Now that we’re undoubtedly experiencing the worst inflation in four decades, the talking point has changed to “actually, inflation is good.”
The Steele dossier: After British agent Christopher Steele was hired by the Clinton campaign’s opposition research firm to write now-debunked rumors about Trump in what became known as the Steele dossier, Steele shopped the story out to media outlets, which ran with the hoax. The New York Times even got a Pulitzer for it. The information in the dossier, which corporate media coverage helped legitimize, was used by the Obama FBI to obtain warrants to spy on the Trump campaign. Journalists who questioned the concocted narrative were called conspiracy theorists.
After the damage to the Trump campaign (and eventually, the Trump administration) was done, corporate media admitted, in a laughable understatement, that the “Arrest of Steele dossier source forces some news outlets to reexamine their coverage.”

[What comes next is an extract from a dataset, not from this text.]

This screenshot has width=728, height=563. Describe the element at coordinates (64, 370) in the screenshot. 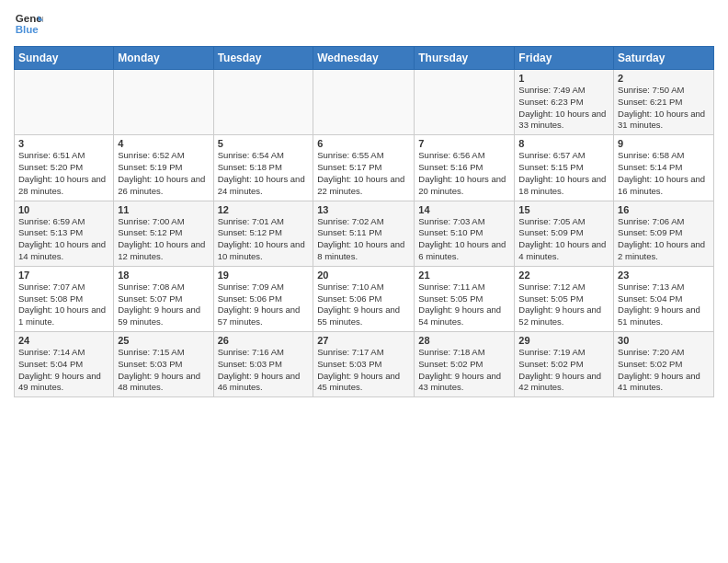

I see `day-info: Sunrise: 7:14 AM Sunset: 5:04 PM Dayligh…` at that location.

Irreversible surgeries for gender dysphoria: Corporate media helped fuel the epidemic of sexual confusion giving rise to disfiguring surgeries and hormone “treatments” for people, including children, with gender dysphoria. Outlets like The New York Times and The Washington Post pounced on anyone who challenged the dogma that pumping teenagers with off-label hormones and dicing up their genitalia was a totally safe and normal thing to be celebrated. People like The Federalist’s own John Daniel Davidson are still locked out of their social media accounts for telling the truth about the transgender craze.
Sandwiched between op-eds decrying critics of transgenderism, The Times allows no one but itself to wonder, belatedly: “Is There a Cost?“
Hunter Biden laptop: When the New York Post published damning revelations about the Biden family’s overseas business dealings shortly before the 2020 presidential election, legacy outlets smeared the story as “disinformation” and a Russian info op.
“Hunter Biden story is Russian disinfo, dozens of former intel officials say,” parroted Politico. CBS’s Lesley Stahl called the laptop “discredited.” NPR told readers, “we don’t want to waste our time on stories that are not really stories.” The Post and others who shared the story had their social media accounts frozen or their posts taken down.
A year and a half later, The New York Times quietly admitted — in the 24th paragraph of an article about Hunter Biden’s taxes — that “a cache of files that appears to have come from a laptop abandoned by Mr. Biden in a Delaware repair shop … [was] authenticated by people familiar with them and with the investigation.” By then, the 2020 election was safely in Joe Biden’s hands.
Don’t think those six instances are the only times regime media have run the same playbook. By now, it’s their standard practice.